WHAT is in a slogan? I ask because we are being bombarded with the election slogans of all political parties.

There is a saying among political campaigners that it is only when your sick of repeating the message that the people start to hear it.

Some of them are very good, very clever. It used to be on billboards and the Conservatives were rather good at it. Remember the ‘Labour isn’t working’, or the Tony Blair one with the red eyes. Memorable.

Others are tedious and tiresome, like those with one politician having another in their pockets. Usually the SNP leader with the Labour leader safely tucked up.

When they have to be more specific it becomes a bit more tricky. Like ‘We send the EU £350m a week. Let’s fund the NHS instead’.

That is a bit easier to check and dismantle and ultimately expose it as a lie.

So, the advertising gurus employed by the parties stick to tried and tested vague messages as though they are selling crisps or cars. On the face of it they are hard to disagree with.

Get Brexit Done, the Conservatives tell us. Very good. But how? What it says is ‘we know you are fed up with this going on and on, so vote for us and it will all come to a stop’.

Except it won’t, will it? There are years of wrangling still to come and will it be better or worse? Who cares, let’s just get it done, is the message.

‘It’s time to choose our own future’ is the SNP slogan, usually with Boris Johnson lurking. Well, who would want someone else choosing their future for them?

But the recent attempts at choosing our own future is why we are this mess. Choosing our future in the 2014 independence referendum didn’t settle anything and the 2016 Brexit vote certainly didn’t either.

Labour tells us ‘It’s time for real change’. Well, who would want pretendy change?

Labour has to steer away from Brexit and independence but it’s being out-muscled on both fronts by other parties.

The LibDems are simply saying ‘Stop Brexit’, just like the protesters we hear shouting over the outside broadcast news reports from Westminster.

Okay. Stop Brexit and then what? Renege on promises that were previously set in stone?

We will hear these slogans shoehorned into answers to interview questions and speeches on the campaign trail. Remember the ‘Take back control’ every other sentence during the Brexit television debates?

‘For the many, not the few’ was becoming the most used phrase during the last election as Labour politicians blurted it out at every opportunity. And the SNP will add ‘Scotland’s voice must be heard’, to every utterance.

A lot of time, effort and money goes into choosing these slogans.

They are designed to stop the voters thinking too much about the detail and reduce choices down to a statement and a negative perception of the alternatives.

It is our task as voters to look behind the slogans and ask about the detail. And that’s a lot more challenging than just repeating a catchphrase ad nauseam.

I’m sick of slogans. So, I’ll end with this: ‘Nobody Knows Glasgow Better’.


Problem requirements »
Once the line containing "Describe the element at coordinates (1239, 303)" is found in the material below, it and every line after it should be transcribed exactly, with pictures left out and nothing added.

Start of Source data

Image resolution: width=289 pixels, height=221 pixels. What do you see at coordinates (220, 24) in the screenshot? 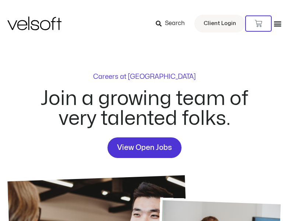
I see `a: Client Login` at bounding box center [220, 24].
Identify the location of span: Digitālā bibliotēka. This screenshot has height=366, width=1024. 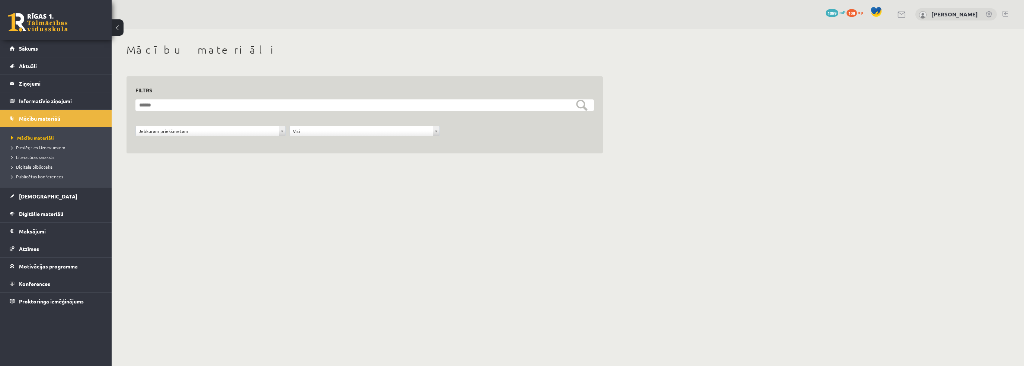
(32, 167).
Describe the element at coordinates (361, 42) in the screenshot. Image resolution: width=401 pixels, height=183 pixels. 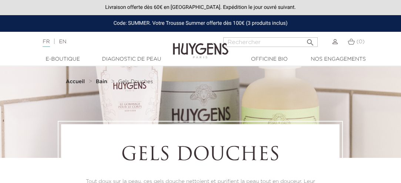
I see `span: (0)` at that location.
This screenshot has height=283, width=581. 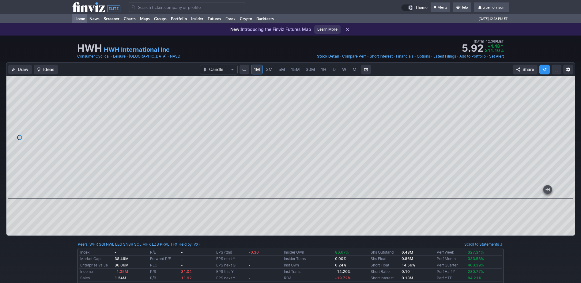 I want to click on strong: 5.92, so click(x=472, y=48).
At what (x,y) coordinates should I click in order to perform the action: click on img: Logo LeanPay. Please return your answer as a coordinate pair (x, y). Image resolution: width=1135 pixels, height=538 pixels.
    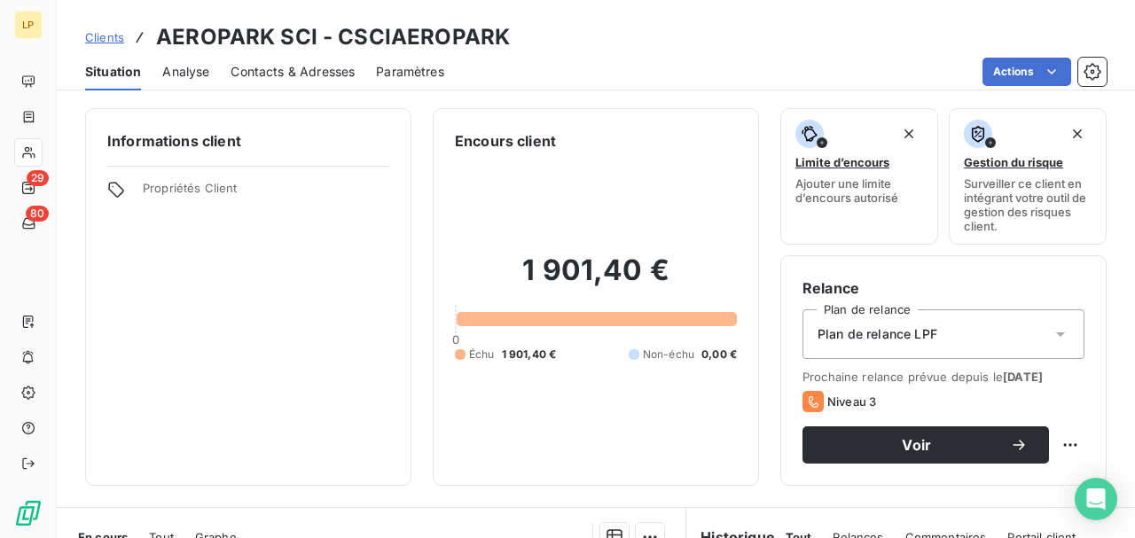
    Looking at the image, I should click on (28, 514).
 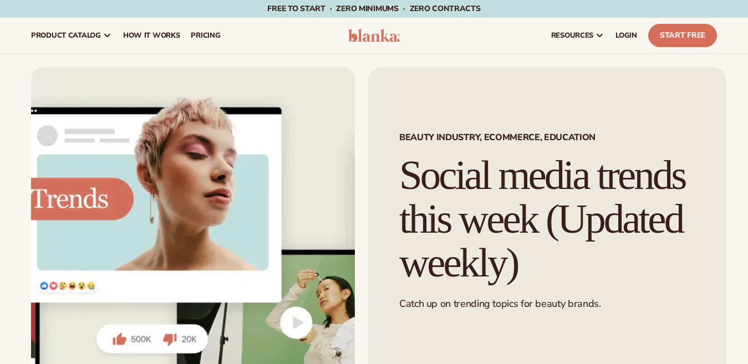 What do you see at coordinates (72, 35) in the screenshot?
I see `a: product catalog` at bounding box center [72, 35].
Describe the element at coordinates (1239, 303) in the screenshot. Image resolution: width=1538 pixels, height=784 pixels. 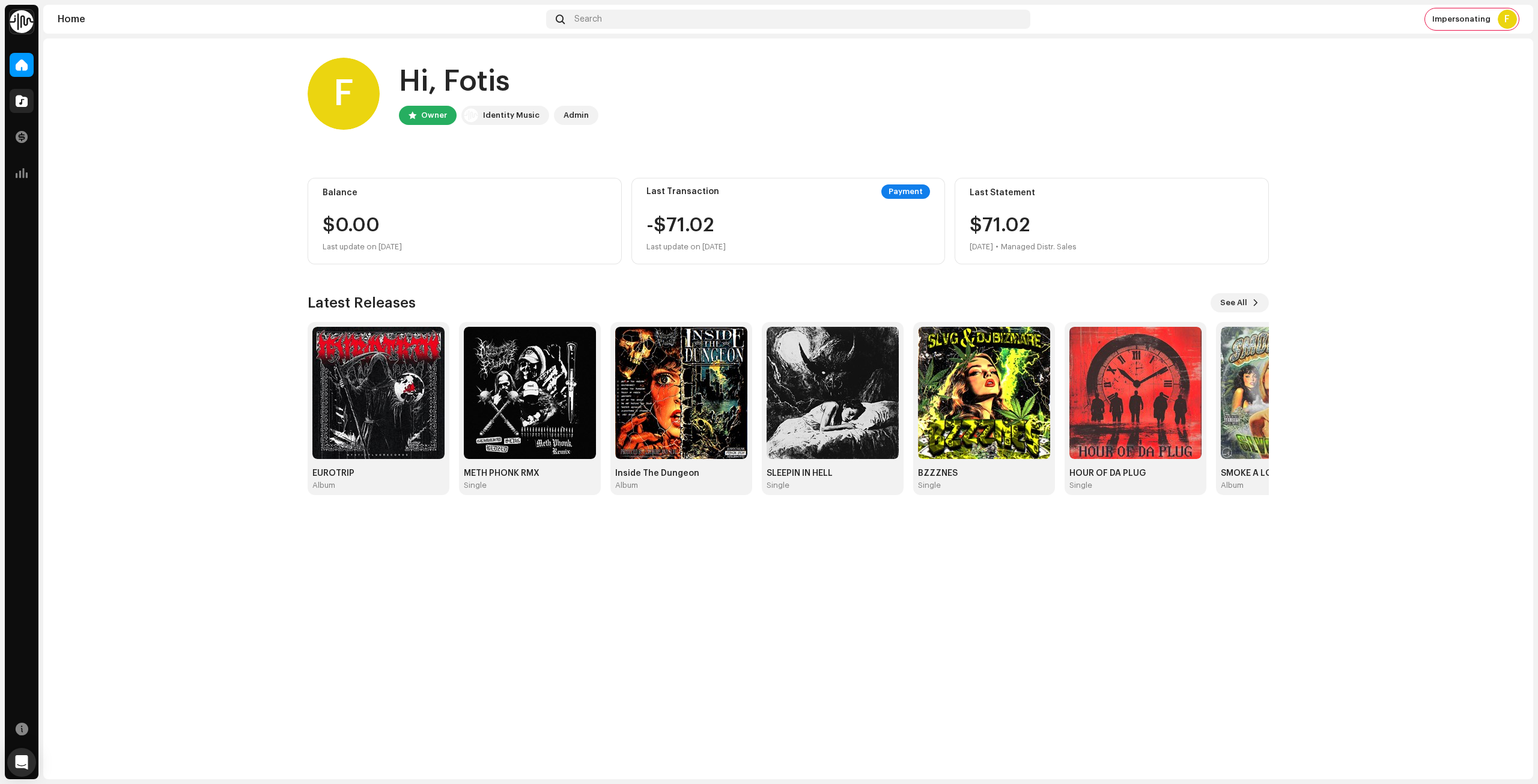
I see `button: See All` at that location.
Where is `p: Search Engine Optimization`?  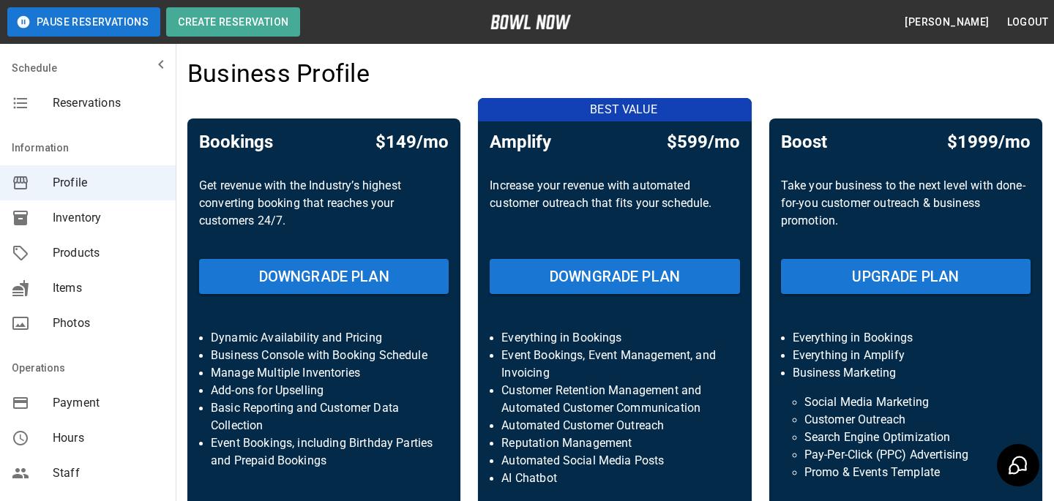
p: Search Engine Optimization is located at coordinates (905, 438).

End of Source data

Your response »
Describe the element at coordinates (1239, 303) in the screenshot. Image resolution: width=1538 pixels, height=784 pixels. 
I see `button: See All` at that location.
Where is `p: Search Engine Optimization`?  
p: Search Engine Optimization is located at coordinates (905, 438).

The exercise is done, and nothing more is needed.